What I remember about reading Chuang Tzu way back then was that his words (in necessarily flawed translation, of course) offered perspective, helped one to step back, to turn the kaleidoscope of life just enough so that you not only remembered but made your way to what, in my view, most matters in life: wisdom in the joy of simply living. Sure, it’s more complicated than that and scholars of Taoism and Chuang Tzu and Chinese history in general would be horrified, I’m sure, at my “take-away” lesson from these philosophical writings, let alone how Wikipedia boils down Chuang Tzu’s basic tenets:

—Everything is everything.
—There is no good or bad, only thinking makes it so.
—The world around us may be perceived as an illusion from our senses, our experiences, and our interpretations, thus illusions are irrelevant to conclude a definite right or wrong way.
—Death is just a passage of the illusion of life.

In philosophically-inclined poetry and poetically-infused prose, Chuang Tzu offers commentary on a little bit of everything: the rich and the poor, the ignorant and the wise, the blind and the seeing.

Great knowledge sees all in one.
Small knowledge breaks down into the many…
Pleasure and rage

Sadness and joy
Hope and regrets

Change and stability
Weakness and decision

Impatience and sloth:
All are sounds from the same flute…

And I’m sitting here worrying about finding my way back to words? Why not simply begin? Observe, record, no judgment, stop the foolish oppositional thinking, no more churn with the what-is-right and what-is-wrong? That’s when I unearthed what’s below, written a few Novembers ago, the simple list of a simple capturing of details from an ordinary drive down I-5 back to our Corvallis house on fourteen acres in the foothills of the Coast Range after day after day of rain, rain, and more rain:

The sun a white bright a hole in the clouds that looked like a cover of shredded cotton, slowly burned away.

The road surface dry, whirr of tires on asphalt, and the iridescent green of the iris, tulip, berry, and grass fields along the highway after a month of soaking in wet.

Puddles and much more than clouds are reflected in them for the first time in weeks: muddy sheep, the branches of hazlelnut tree and every-which-way tangles of raspberry canes.

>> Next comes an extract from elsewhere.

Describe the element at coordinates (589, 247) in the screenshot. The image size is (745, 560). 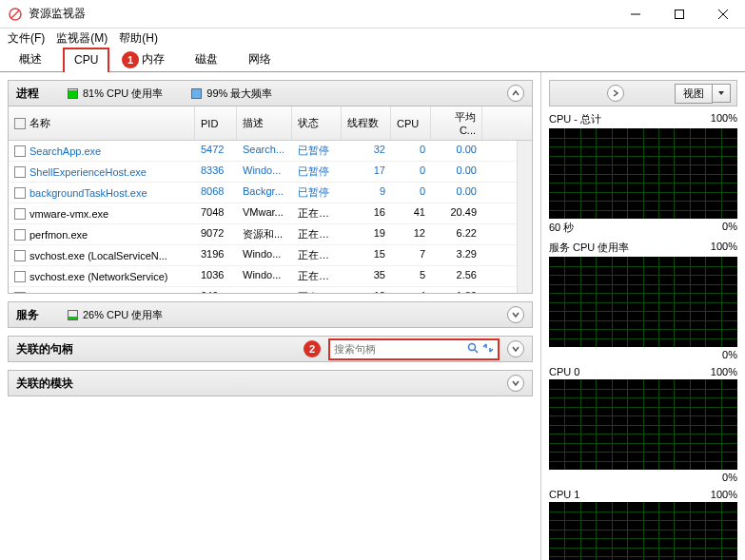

How in one day, the vistas that are the wide Willamette Valley return, showing off the foothills of the Cascades, peeking up peaks, snow-capped of course. The Coast Range is back, too, in the beauty that is the entire valley with its mountains on either side, three-dimensional and shimmering.

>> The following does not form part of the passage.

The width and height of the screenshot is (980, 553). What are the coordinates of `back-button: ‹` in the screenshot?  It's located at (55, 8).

Everything made by humans is at the exits, along the side of the road—whether shopping, food, gas, or motels—all chains, all ugly, all seeming so much the same. I feel momentarily cheered by the existence of one property, south of Salem, a haphazard collection of algae-greened trailers and wooden outbuildings, pens for animals perhaps, really quite beaten down. But still, in black spray paint letters on the side of one trailer facing the highway, the words “Don’t bother asking, not for sale.” Millions of dollars rejected in favor of what? principle? tradition? home?

While inside the car, I pretend there is still beauty and hope. Woo sanctuary when I dial the iPod’s wheel, settle on Led Zeppelin II’s “Lemon Song.” A favorite from 8th grade so the music is in my cells almost, it’s that familiar. Listening to the words, I realize how many are sexual—why weren’t my parents concerned about that?—and wonder, did I know that back then what the song was about or just feel it, visceral and unstated, adolescent hormones astir?

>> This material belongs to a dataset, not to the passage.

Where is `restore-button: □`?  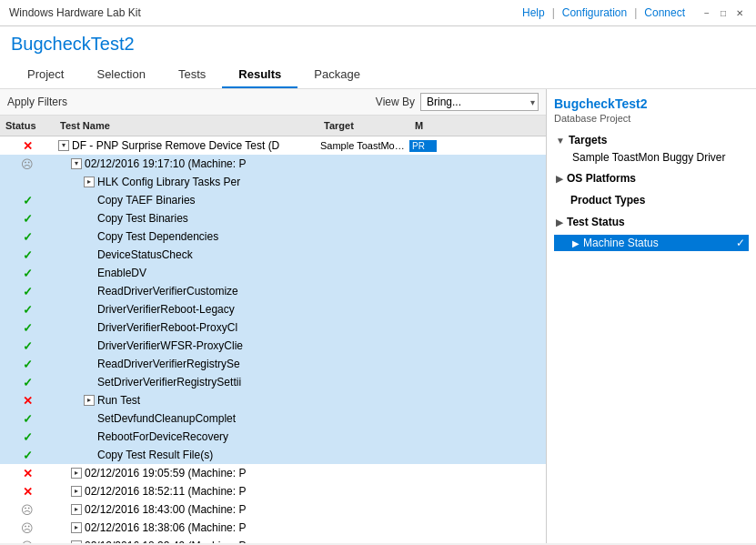
restore-button: □ is located at coordinates (723, 13).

Which then leads to reflections on if/when I ever felt happy. Long ago times in the foolish flush of new love? Before all the hard knocks and disappointments and rounds of grief? And did I decide, consciously, to give up all that mercurial yearning or did it simply happen with this living of a life, the way it unfolds, day after ordinary day?

The rest of the day the only time I spoke to another flesh-and-blood person was when I asked for a ticket for a 3:40 movie matinee. Words found inside silence once again.

Forgetting the words, finding the words. Not a poem yet, but a beginning, beginnings. The place we forever return to, the place we forever start.